The guide stresses the importance of collaboration between clinical teams and hospital legal teams:

“Clinical negligence claims should be discussed regularly in meetings attended by clinical staff (e.g.) clinical governance or multidisciplinary meetings) led by senior clinicians with support from trust legal teams.”

The impact of claims learning on clinical practice also is discussed in the guide. It states that a significant proportion of clinical negligence claims are directly related to the consent process, especially in surgical specialties:

“It is vital that the consent process is a journey that starts from the moment the patient is first seen for their presenting symptom rather than an isolated event that takes place prior to the proposed procedure.”

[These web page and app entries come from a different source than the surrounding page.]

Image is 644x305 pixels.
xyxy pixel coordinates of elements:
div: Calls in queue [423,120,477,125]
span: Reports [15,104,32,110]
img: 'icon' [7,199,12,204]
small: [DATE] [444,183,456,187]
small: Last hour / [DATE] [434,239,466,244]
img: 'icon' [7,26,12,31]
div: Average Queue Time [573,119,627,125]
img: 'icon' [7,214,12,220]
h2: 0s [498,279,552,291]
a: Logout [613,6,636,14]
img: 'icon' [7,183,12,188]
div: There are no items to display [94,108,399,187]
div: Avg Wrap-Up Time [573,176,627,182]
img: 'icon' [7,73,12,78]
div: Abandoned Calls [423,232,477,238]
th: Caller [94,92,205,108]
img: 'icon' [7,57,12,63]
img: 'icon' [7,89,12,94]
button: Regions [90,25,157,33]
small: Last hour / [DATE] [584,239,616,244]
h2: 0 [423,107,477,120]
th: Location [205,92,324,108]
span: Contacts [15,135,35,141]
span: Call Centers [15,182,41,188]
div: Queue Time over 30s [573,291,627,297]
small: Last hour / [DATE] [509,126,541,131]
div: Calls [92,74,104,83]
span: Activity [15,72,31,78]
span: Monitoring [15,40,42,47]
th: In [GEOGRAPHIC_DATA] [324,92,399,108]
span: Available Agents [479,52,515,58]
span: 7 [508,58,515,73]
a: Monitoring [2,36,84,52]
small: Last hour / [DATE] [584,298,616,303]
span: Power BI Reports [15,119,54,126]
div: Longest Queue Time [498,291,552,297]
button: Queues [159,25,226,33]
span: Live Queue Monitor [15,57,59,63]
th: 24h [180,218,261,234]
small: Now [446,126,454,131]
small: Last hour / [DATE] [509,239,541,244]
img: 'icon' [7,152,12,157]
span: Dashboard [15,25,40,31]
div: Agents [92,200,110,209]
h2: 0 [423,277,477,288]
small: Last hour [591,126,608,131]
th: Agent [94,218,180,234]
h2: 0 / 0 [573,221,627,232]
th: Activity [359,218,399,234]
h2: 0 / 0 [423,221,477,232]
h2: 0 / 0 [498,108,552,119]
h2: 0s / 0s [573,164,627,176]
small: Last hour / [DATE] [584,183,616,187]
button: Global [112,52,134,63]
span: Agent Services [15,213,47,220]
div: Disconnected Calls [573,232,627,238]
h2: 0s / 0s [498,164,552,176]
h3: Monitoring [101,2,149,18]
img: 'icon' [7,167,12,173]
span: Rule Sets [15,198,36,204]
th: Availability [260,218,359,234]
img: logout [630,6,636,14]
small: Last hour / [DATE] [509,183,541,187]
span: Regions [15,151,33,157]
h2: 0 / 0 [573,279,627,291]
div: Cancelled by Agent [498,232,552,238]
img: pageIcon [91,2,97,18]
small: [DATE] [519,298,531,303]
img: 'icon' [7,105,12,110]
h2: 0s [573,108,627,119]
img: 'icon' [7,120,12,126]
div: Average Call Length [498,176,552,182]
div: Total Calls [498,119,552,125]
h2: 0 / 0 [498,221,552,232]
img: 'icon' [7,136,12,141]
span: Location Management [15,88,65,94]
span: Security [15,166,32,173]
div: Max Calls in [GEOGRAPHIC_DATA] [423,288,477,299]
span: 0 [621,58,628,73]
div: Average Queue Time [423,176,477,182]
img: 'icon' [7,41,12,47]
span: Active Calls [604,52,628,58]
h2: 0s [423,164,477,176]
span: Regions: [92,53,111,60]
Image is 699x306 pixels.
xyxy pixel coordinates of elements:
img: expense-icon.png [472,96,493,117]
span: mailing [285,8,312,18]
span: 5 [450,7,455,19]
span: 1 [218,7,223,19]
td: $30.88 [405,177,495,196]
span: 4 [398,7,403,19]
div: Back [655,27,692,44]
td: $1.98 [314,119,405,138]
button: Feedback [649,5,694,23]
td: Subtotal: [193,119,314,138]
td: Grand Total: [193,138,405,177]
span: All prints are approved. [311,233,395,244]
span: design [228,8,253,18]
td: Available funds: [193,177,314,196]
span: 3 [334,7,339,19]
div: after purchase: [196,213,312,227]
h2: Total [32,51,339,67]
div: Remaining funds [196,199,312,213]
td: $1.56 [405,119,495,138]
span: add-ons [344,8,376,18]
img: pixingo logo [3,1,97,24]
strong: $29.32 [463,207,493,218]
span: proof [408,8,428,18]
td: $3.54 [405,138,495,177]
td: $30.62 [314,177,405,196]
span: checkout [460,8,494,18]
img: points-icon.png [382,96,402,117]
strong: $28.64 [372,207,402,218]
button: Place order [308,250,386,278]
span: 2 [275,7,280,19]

The guide also discusses the importance of having good clinical documentation and records, as well as timely access to diagnostic investigations and safety checklists.

Conclusion

Patient safety education and training in the NHS England has made a bold and welcome step forward with the publication of the new NHS patient safety syllabus. The syllabus will help direct the development of patient safety culture in the NHS.

The GIRFT and NHS Resolution best practice guidance to claims learning adds a useful resource to the patient safety field of literature and will form an essential teaching and learning resource for the new NHS patient syllabus and curriculum. The advice in the guide is practical and reflective, and will enable positive learning to take place.

John Tingle

John Tingle is a regular contributor to the Bill of Health blog. I am an Associate Professor in Birmingham Law School, University of Birmingham, UK; and a Visiting Professor of Law, Loyola University Chicago, School of Law. I was a Visiting Scholar at Harvard Law School in November 2018 and formerly Associate Professor at Nottingham Law School, Nottingham Trent University in the UK. I have a fortnightly magazine column in the British Journal of Nursing where I focus on patient safety and the legal aspects of nursing and medicine. I have published over 500 articles and a number of leading texts in patient safety and nursing law. My current research interests are in global patient safety, policy and practice, particularly in African health care systems. My most recent publication is: "Global Patient-Safety Law Policy and Practice," edited by John Tingle, Clayton O'Neill, and Morgan Shimwell, Routledge 2018.